* Source data *
|---|
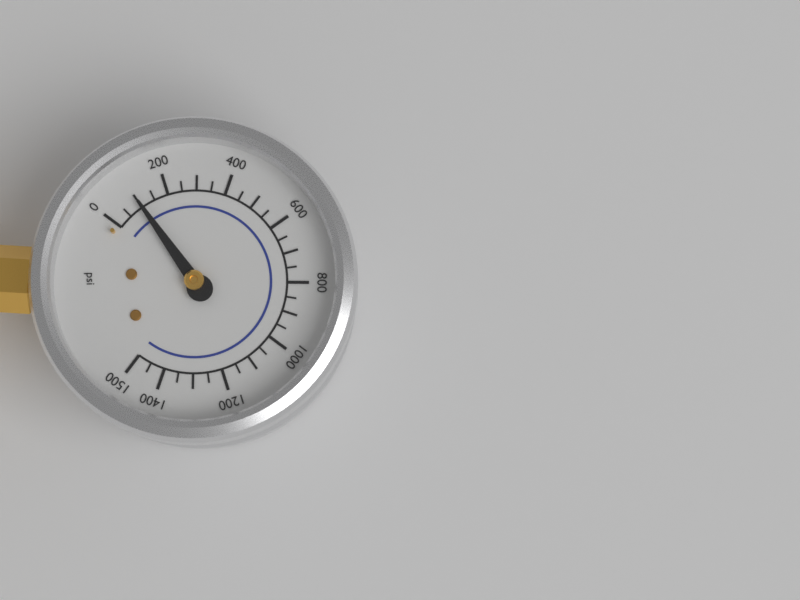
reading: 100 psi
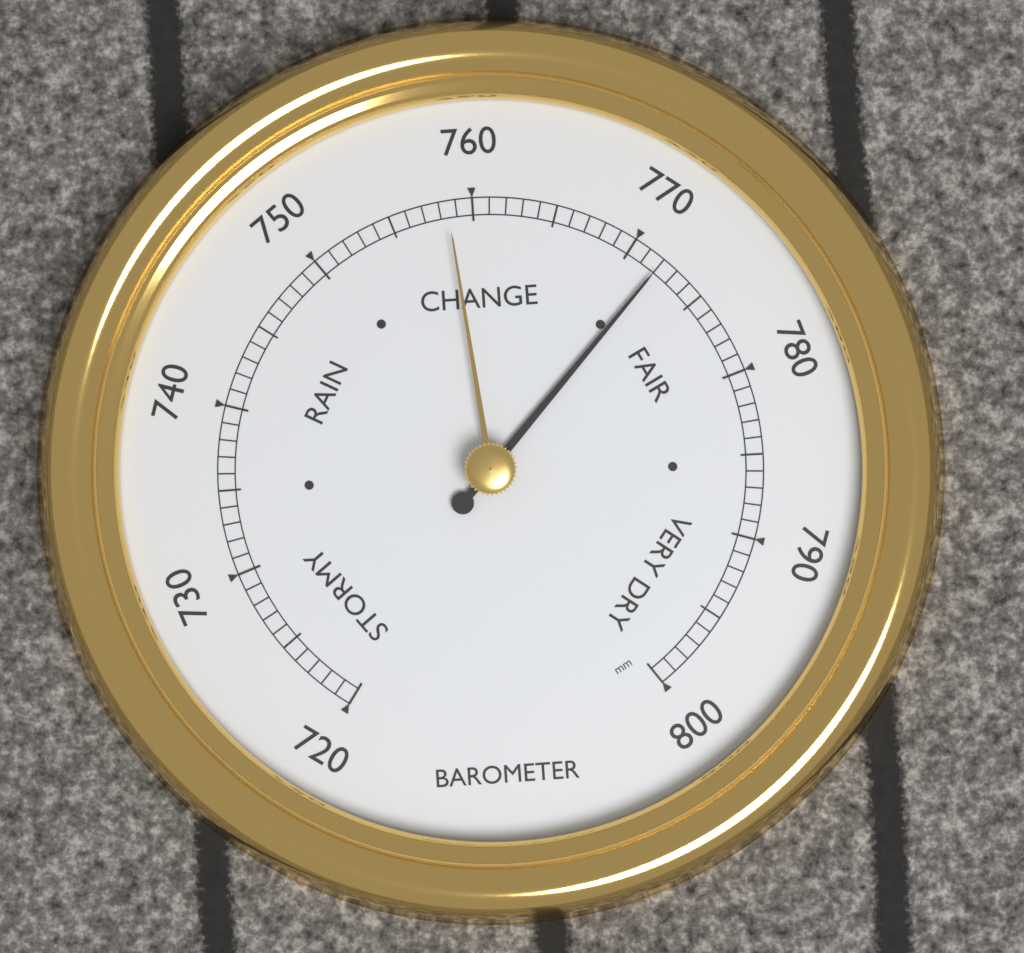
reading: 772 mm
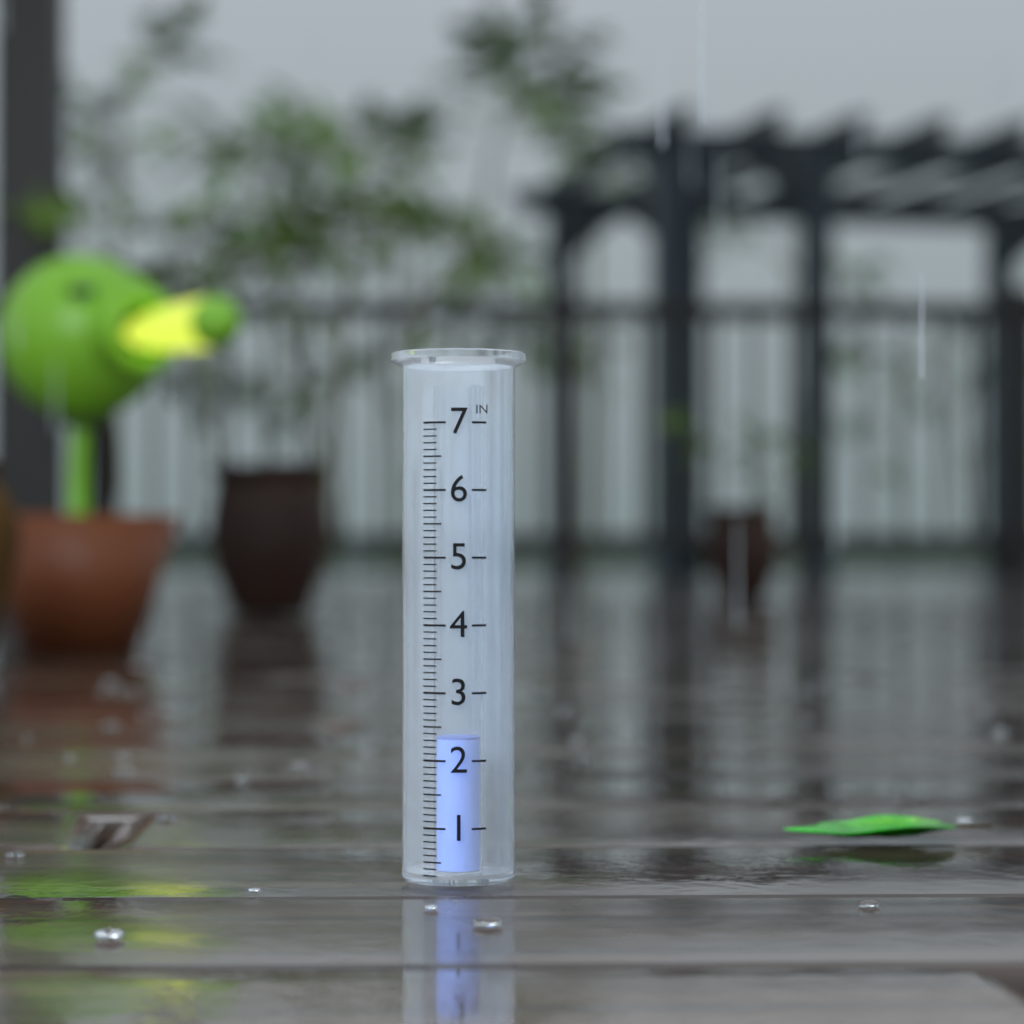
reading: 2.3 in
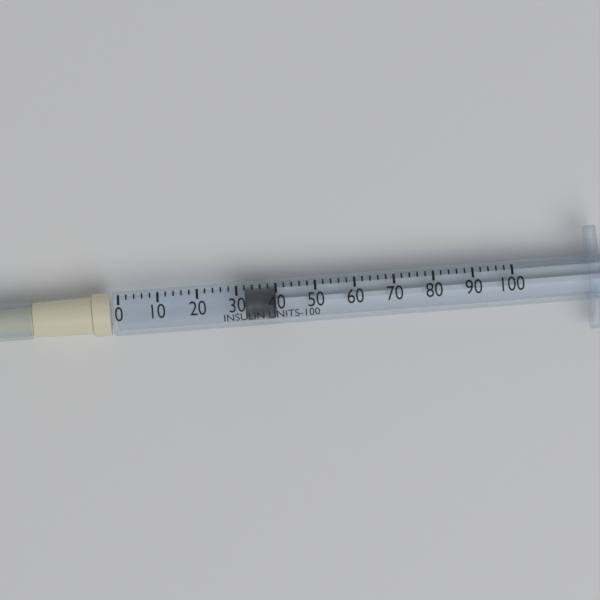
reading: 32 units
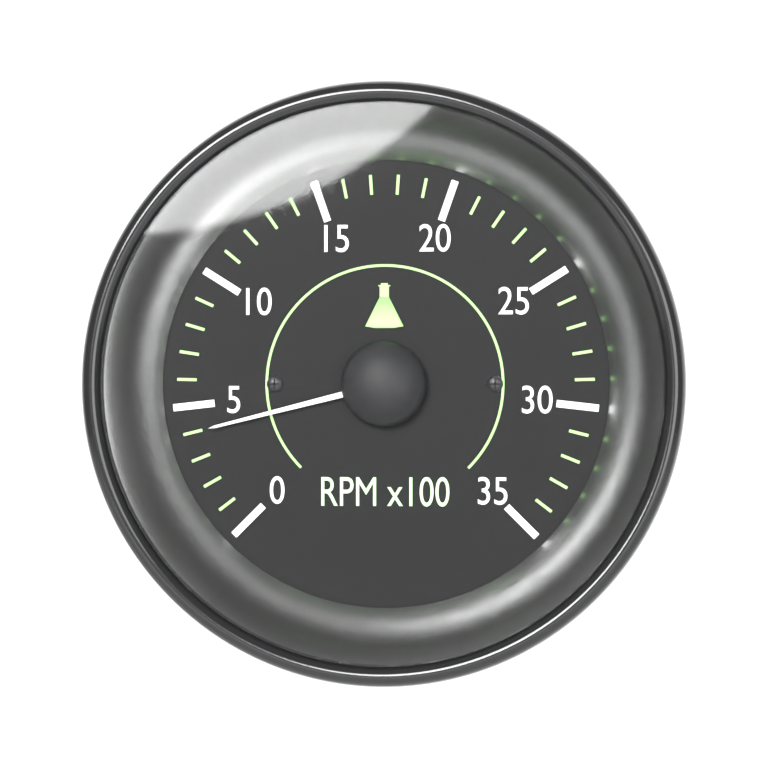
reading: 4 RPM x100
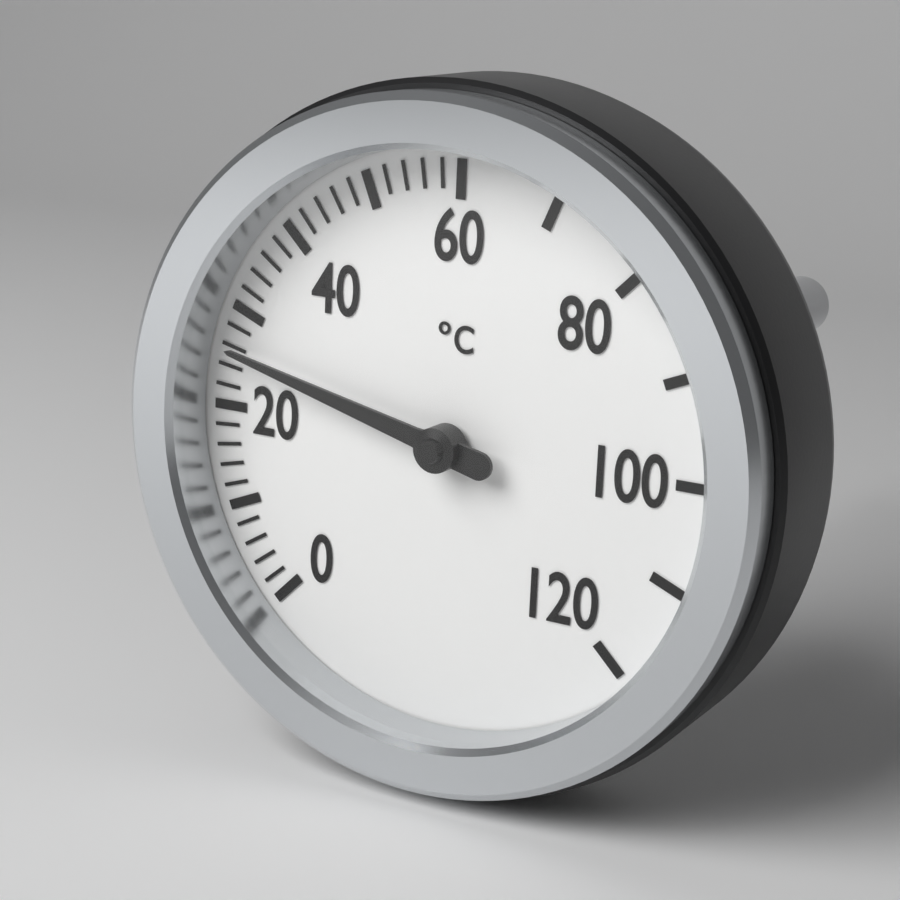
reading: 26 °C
|---|
* Your task *
All entries above are to be restated exactly, with every image omitted.

* Completed task *
reading: 100 psi
reading: 772 mm
reading: 2.3 in
reading: 32 units
reading: 4 RPM x100
reading: 26 °C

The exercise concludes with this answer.